Scientists of the Victorian era concluded that the reason why time flowed in one direction was the same one that made heat travel from hot to cold. Hence, they came up with the first idea for manipulating time: Manipulate the direction of atoms in motion. New molecular theories of heat taught scientists that the best way to control the movement of atoms was by changing their temperature. While heated objects tend to reach temperature equilibrium, the reverse operation is highly unlikely.

"It is very improbable that in the course of 1,000 years one-half of the bar of iron shall of itself become warmer by a degree than the other half," explained Thompson. But these effects could sometimes happen spontaneously. Chances were slim, but real. In fact, the molecular view of nature required this possibility to exist. The "probability of this happening before 1,000,000 years pass is 1,000 times as great as that it will happen in the course of 1,000 years, and that it certainly will happen in the course of some very long time," explained Thomson.

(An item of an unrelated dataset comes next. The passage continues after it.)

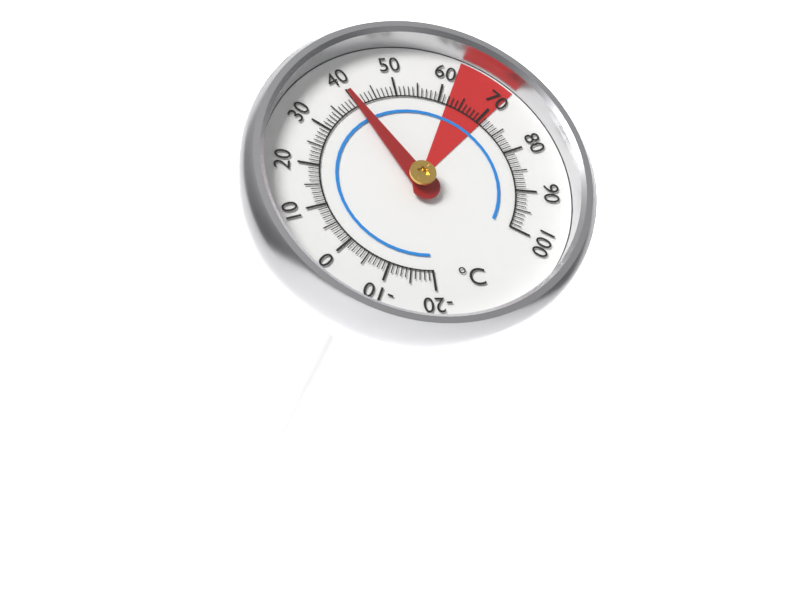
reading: 40 °C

The Victorian public listened to Thomson's calculations in awe.

Thomson had matured quite a bit as a scientist and intellectual by the time he offered these numbers. As a younger man, he and his brother had chased with jejune enthusiasm a host of possible entropy-busting perpetual motion machines. Their contraptions proved not only to not function at all, but they had often already been thought up by ingenious others. (A friend of James Thomson politely told him he should go back to studying before talking so big: "It seems to me to be nearly as great a waste of time, making attempts at useful discovery without this previous knowledge, as for a person to labour at working out the highest problems in Astronomy without having first gone through the Calculus." He signed off, "believe me my dear James.")

But eventually, James's inventive genius led to significant improvements to water wheels, pumps and turbines. William's contributions to science, in turn, led him to be elevated to the peerage by Queen Victoria (as first Baron of Kelvin) and to have a temperature scale named after him.

Enter the refrigerator.

When history delivered a temperature-equilibrium-reversing-machine in the form of the refrigerator, one of the first domestic fridge companies adopted the name Kelvinator. They had once been so fascinating that they even attracted the attention Einstein, who applied for a patent. Historian Gene Dannen recounts how the attorney in charge of it was so taken aback when he read the name Einstein in the application that he wrote back: "I would be interested to know if Albert Einstein is the same person who propounded the theory of relativity."

Before the commercialization of refrigerators in the late 1920s by Electrolux, Frigidaire and others, the dream of reversing time by reversing the flow of heat had captivated headlines. It still does. Although the refrigerator did not reverse the entropy of the universe, it did so locally, inside a well-insulated enclosure. It did not deliver on the promise of making time run backwards, but it did permit milk and vegetables to last a bit longer.

Scientists today have succeeded in using a strong magnetic field to make the nuclei in hydrogen particles of chloroform get hotter, while their colder carbon partners got colder.

Have they reversed time?

If this history of thermodynamics can teach us anything, it is that these modest temperature reversals have not taken us back in time at all. But it is more fun to think otherwise. So next time you open the fridge door, let your mind wander off as if on a voyage to the past. If you want to go into the future, you might try your oven.

But if you want to really travel in time, you might try the old fashion way of doing it: Turn to history and literature.

"For to converse with those of other ages and to travel is almost the same thing," wrote René Descartes, in the 17th century.